Sai Baba

Sai Baba was indeed at Whitefield. And something was looking after us. We arrived on little tuk-tuks (auto rickshaws) at the gate of Whitefield where David simply walked in and asked for a family room for us. In half an hour we were lying on our ashram beds, recovering from an exhausting trip.

We soon found that ashram life was not for us – well certainly not for me. Though the energy and serenity that encompassed us was wonderful, you are forbidden to smoke! So daily after darshan (blessing) we used to nip over the road to Princes Café, which was far from princely, and drink wonderful Indian coffee and I could have a cigarette – several actually.

Our room had a laundry area with a massive marble slab on which I imagined I’d perch thinking I could puff on my illicit fag and blow the forbidden smoke out over the surrounding wall, onto the street, which was directly next to the window. I never seemed to be successful in this. The first afternoon, I stashed my fags on this slab so that when we woke from our afternoon nap, I could have a quick puff. When I went to get them, they had disappeared along with my lovely Union Jack lighter. Monkeys had stolen them. So I resorted to Princes instead.

One night at two a.m, I suddenly felt a terrible urge to smoke. So I crept into the laundry and lit up. Suddenly a colossal honeybee swept in through a chink in the mosquito netting and buzzed erratically around the room. I cried out in surprise and the family came in to see what kind of Indian honeybee starts working at two in the morning.

On our last morning, having lost my lighter, I tried to light a cigarette with small, waxed paper Indian matches. One after another they went out. Eventually David helped me. We could hear Sai Baba’s voice on the loud speakers giving his morning talk. If you did not attend, you had to stay in your room. Eventually we had got to the last match, David struck it carefully and it ignited perfectly – but as he held it to my cigarette, the end simply dropped off and fell to the floor extinguishing itself.

Sai devotees had told us that Sai Baba controls his ashram and you stay or leave when he is ready. They were very surprised we had a room at all because Whitefield was full and people were staying in rooms in the village or coming in daily from lodgings in Bangalore. To be honest, we were so ignorant and naïve that not getting a room had never occurred to us.

They also told us to write requests to Sai Baba ‘ letters ‘ which if you were lucky he would take from you at darshan. If he took your letter, it meant that he would attend to your request. Well, I wasn’t so sure about how kindly Sai Baba felt towards me considering that on the first darshan, I had just whispered to my daughter sitting next to me that Baba reminded me of Jubba the Hut a character from Star Wars when he looked directly at me and smiled. I felt flustered and ashamed. And his eyes were full of love.

At our last darshan, we still had no requests, we really were simply observers, but he came over to us and I don’t know if he said it with words, or telepathically said it, but he indicated with his hands “Where are your letters? I will take your letters.”

So whenever we got into a tight spot – and there were many in India and later, – we wrote letters and had the faith that he would sort the problem out. Some solutions were truly speedy.

The huge crowds of people that collect to get a glimpse of Baba, to ask him constantly to sort out their troubles, to touch his feet, or the bottom of his robe, to receive vibhuti (Sai Baba’s materialised white ash) or other gifts from him, or simply crave to see him in a private interview, saddened me. At my very first sight of him, I was filled with an overwhelming compassion for him – he seemed imprisoned by his devotees – or so it seemed to me. I suspect the nourishment flows both ways.

I did not see the Anti Christ. I did not see Satan incarnate. I did not see a Magician and charlatan. We were unaware of the things Sai Baba has now been accused of. I did see a tiny aging man who seemed full of humour and fun, with a mop of tousled hair, dressed in the slimmest orange robe, gliding through the crowds and washing them all with the love in his eyes and the largest turquoise aura I have ever seen. His influence on me was to lift me into the feeling of inner bliss that Sheela had gone on about for the past year and which I had experienced briefly when my head exploded.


List each line of the data that holds the string "vestlused", please.
= = = =
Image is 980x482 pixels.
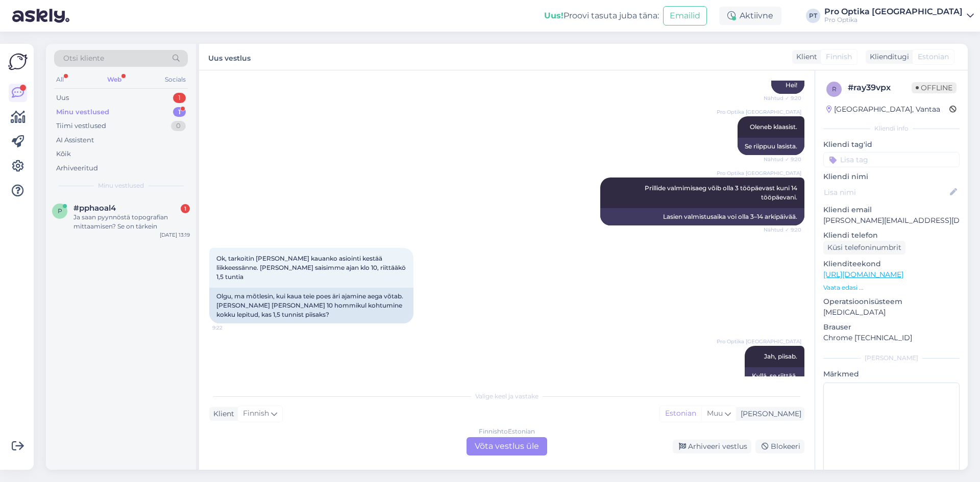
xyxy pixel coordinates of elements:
[745,367,804,384] div: Kyllä, se riittää.
[823,152,959,167] input: Lisa tag
[160,231,190,239] div: [DATE] 13:19
[847,82,912,94] div: # ray39vpx
[98,181,144,190] span: Minu vestlused
[544,10,563,20] b: Uus!
[823,270,903,279] a: [URL][DOMAIN_NAME]
[56,163,98,174] div: Arhiveeritud
[823,241,905,255] div: Küsi telefoninumbrit
[764,352,797,360] span: Jah, piisab.
[823,296,959,307] p: Operatsioonisüsteem
[208,50,251,63] label: Uus vestlus
[644,184,799,201] span: Prillide valmimisaeg võib olla 3 tööpäevast kuni 14 tööpäevani.
[823,354,959,363] div: [PERSON_NAME]
[832,85,836,93] span: r
[824,16,963,24] div: Pro Optika
[823,333,959,343] p: Chrome [TECHNICAL_ID]
[750,123,797,130] span: Oleneb klaasist.
[826,52,852,62] span: Finnish
[673,439,751,453] div: Arhiveeri vestlus
[8,52,27,71] img: Askly Logo
[823,307,959,317] p: [MEDICAL_DATA]
[58,207,62,215] span: p
[866,52,909,62] div: Klienditugi
[763,156,801,163] span: Nähtud ✓ 9:20
[216,255,407,280] span: Ok, tarkoitin [PERSON_NAME] kauanko asiointi kestää liikkeessänne. [PERSON_NAME] saisimme ajan kl...
[54,73,66,86] div: All
[171,121,186,131] div: 0
[823,140,959,150] p: Kliendi tag'id
[56,135,94,145] div: AI Assistent
[824,8,963,16] div: Pro Optika [GEOGRAPHIC_DATA]
[56,93,69,103] div: Uus
[824,8,974,24] a: Pro Optika [GEOGRAPHIC_DATA]Pro Optika
[823,322,959,333] p: Brauser
[823,283,959,292] p: Vaata edasi ...
[64,53,104,63] span: Otsi kliente
[209,287,413,323] div: Olgu, ma mõtlesin, kui kaua teie poes äri ajamine aega võtab. [PERSON_NAME] [PERSON_NAME] 10 homm...
[663,6,706,26] button: Emailid
[917,52,949,62] span: Estonian
[823,172,959,182] p: Kliendi nimi
[56,107,109,117] div: Minu vestlused
[824,187,948,198] input: Lisa nimi
[173,107,186,117] div: 1
[209,391,804,401] div: Valige keel ja vastake
[105,73,124,86] div: Web
[706,409,722,418] span: Muu
[823,369,959,379] p: Märkmed
[600,208,804,225] div: Lasien valmistusaika voi olla 3–14 arkipäivää.
[736,409,801,419] div: [PERSON_NAME]
[56,149,71,159] div: Kõik
[755,439,804,453] div: Blokeeri
[716,338,801,345] span: Pro Optika [GEOGRAPHIC_DATA]
[912,82,956,93] span: Offline
[466,437,547,455] div: Võta vestlus üle
[805,8,820,23] div: PT
[73,204,116,213] span: #pphaoal4
[792,52,817,62] div: Klient
[209,409,235,419] div: Klient
[181,204,190,213] div: 1
[716,108,801,116] span: Pro Optika [GEOGRAPHIC_DATA]
[823,204,959,216] p: Kliendi email
[544,10,659,22] div: Proovi tasuta juba täna:
[737,137,804,155] div: Se riippuu lasista.
[823,124,959,133] div: Kliendi info
[771,77,804,94] div: Hei!
[823,230,959,241] p: Kliendi telefon
[763,226,801,234] span: Nähtud ✓ 9:20
[826,104,940,114] div: [GEOGRAPHIC_DATA], Vantaa
[719,7,781,25] div: Aktiivne
[823,259,959,269] p: Klienditeekond
[823,216,959,226] p: [PERSON_NAME][EMAIL_ADDRESS][DOMAIN_NAME]
[73,213,190,231] div: Ja saan pyynnöstä topografian mittaamisen? Se on tärkein
[212,324,251,331] span: 9:22
[163,73,188,86] div: Socials
[56,121,106,131] div: Tiimi vestlused
[716,170,801,177] span: Pro Optika [GEOGRAPHIC_DATA]
[243,408,269,419] span: Finnish
[660,406,701,421] div: Estonian
[173,93,186,103] div: 1
[479,427,535,436] div: Finnish to Estonian
[763,94,801,102] span: Nähtud ✓ 9:20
= = = =
§ TASK ANSWER
[98,181,144,190] span: Minu vestlused
[56,107,109,117] div: Minu vestlused
[56,121,106,131] div: Tiimi vestlused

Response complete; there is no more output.